Want a quick increase in profits from your website?
Put these design changes at the top of your list to get the biggest bang for your marketing buck – and make you more money.
1. Publish an Email Newsletter
It still amazes me how many companies don’t have an email newsletter, or, if they’ve considered it, think it’s too much work. If yours is one of those companies, you are losing ground – and potential business to a company who sees the power of ENewsletters.
An ENewsletter:
- helps you build relationships with your customers
- keeps them engaged with you
- keeps them informed and in touch with you
- helps you build a list and make longer term purchasers
They cost almost nothing to produce and the time you do spend creating them is often returned one hundred-fold. If you’re really pressed for time you don’t even have to write them yourself – hire a writer to create the content, then set up an autoresponder to automate sending the enewsletter at regular intervals.
If you think you can rely on your website to sell, think again. Your website should provide detailed information – enough to allow customers to find what they want on your site.
Publishing an ENewsletter – or improving your existing one so that it is valuable to your readers will give you a higher return on investment than almost any other internet tactic.
2. Write Simply – Write for the Web
B2B sites in particular are often guilty of simply using their product descriptions for their web sites. They will simply take their brochure content and place it on their website. Rarely do either of these “shortcuts” work. What works is writing your content for the web. That involves better writing – and, unless you’ are a web copywriter yourself, hiring one. Alternatively, if you have in-house staff writers train them to not only write for website readers but also to optimize your website content for search engines so that potential customers can find you.
3. Provide Informative Product pages
Poor product information is responsible for users giving up and abandoning most B2B and marketing sites. Product pages are often written by product managers – people who know the product intimately.
Marketers then take this product information and add it to the website, complete with product and company jargon. This is both lazy and a recipe for disaster as far as attracting and keeping visitors on your site.
Product pages need to be designed and written with the non-expert user in mind. Because they’ve visited your page they’ve indicated their interest. As marketers your product information needs to be detailed, but written in a way that makes sense to people who aren’t necessarily experts in your field. It needs to tell prospects all they need to know to make a buying decision.
4. Cater to Seniors
It’s probably safe to say that most websites discriminate against older web users. Yet this demographic is one of the fastest growing group in terms of starting and running businesses, seeking out new products and services as well as in Internet usage. They also tend to have more money to spend.
From small, hard to read fonts to bad navigation and design, to flashy intros and intrusive ads that fail to deliver true content – all these and more make many business websites a usability nightmare for older users. And we won’t even talk about users with disabilities.
Want to ensure older users move their business your way? Design your site to cater for their needs (which generally means follow the basic rules of web design for online users) and you will be the exception to the rule.
There are other changes you can make to your website. But if you want the quickest return on investment and the best results make these design tips your priority.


#### Brief
Looking at the records below, say how many lines include "swatch", and add nothing else.

#### Records to process
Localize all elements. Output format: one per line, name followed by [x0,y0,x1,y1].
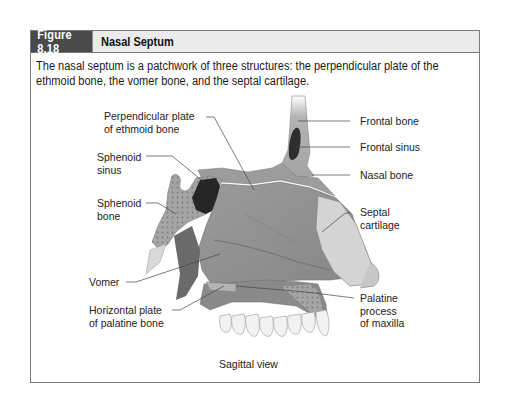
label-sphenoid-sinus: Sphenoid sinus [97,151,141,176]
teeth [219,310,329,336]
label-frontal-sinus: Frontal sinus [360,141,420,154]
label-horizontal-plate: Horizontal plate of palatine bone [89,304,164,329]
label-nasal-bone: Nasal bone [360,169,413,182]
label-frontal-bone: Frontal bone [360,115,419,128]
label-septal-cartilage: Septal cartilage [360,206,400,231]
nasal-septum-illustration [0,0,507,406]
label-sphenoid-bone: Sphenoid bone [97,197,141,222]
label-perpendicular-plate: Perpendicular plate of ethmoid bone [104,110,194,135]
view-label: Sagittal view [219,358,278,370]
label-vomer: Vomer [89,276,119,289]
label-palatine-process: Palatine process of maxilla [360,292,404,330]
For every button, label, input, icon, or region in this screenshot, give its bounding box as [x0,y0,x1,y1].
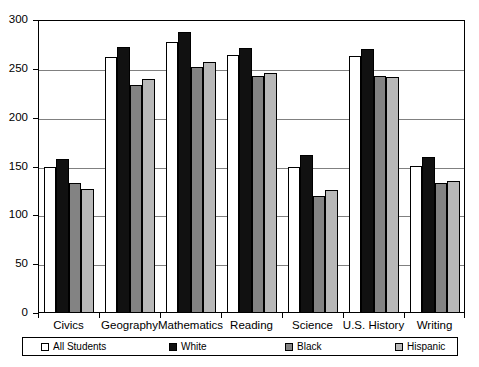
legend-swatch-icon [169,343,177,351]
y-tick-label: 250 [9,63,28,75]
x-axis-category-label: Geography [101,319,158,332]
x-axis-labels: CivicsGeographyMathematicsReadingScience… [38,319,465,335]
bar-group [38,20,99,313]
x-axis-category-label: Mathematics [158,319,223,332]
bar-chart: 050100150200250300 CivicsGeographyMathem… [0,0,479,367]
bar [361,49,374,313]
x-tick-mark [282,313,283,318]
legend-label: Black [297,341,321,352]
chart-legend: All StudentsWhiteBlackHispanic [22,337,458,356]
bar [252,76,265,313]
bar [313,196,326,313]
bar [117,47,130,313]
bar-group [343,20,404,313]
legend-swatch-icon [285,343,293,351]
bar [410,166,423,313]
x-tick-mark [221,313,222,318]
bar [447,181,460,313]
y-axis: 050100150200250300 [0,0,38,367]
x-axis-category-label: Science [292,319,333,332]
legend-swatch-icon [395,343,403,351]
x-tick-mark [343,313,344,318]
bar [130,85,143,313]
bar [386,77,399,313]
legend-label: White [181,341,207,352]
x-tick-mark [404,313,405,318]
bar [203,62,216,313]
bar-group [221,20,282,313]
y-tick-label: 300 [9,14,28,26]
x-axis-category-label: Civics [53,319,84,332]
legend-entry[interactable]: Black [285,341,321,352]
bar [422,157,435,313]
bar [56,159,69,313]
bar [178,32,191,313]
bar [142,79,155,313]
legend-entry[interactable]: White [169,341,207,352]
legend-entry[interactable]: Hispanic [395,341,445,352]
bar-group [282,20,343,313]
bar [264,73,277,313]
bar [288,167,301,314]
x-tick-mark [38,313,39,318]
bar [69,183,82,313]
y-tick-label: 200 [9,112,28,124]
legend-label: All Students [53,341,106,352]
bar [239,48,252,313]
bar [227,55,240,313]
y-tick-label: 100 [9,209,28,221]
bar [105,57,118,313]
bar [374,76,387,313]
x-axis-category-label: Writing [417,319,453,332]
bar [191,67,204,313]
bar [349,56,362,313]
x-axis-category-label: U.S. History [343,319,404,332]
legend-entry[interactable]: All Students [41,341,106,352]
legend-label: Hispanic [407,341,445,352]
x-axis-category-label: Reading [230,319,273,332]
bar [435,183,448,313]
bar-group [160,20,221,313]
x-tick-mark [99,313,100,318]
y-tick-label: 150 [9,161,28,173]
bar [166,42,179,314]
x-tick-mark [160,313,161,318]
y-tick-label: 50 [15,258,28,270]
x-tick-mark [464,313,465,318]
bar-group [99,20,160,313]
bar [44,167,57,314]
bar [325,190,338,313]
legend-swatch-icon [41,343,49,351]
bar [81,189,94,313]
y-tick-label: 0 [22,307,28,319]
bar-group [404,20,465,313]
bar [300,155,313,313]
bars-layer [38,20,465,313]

#### Exercise answer
4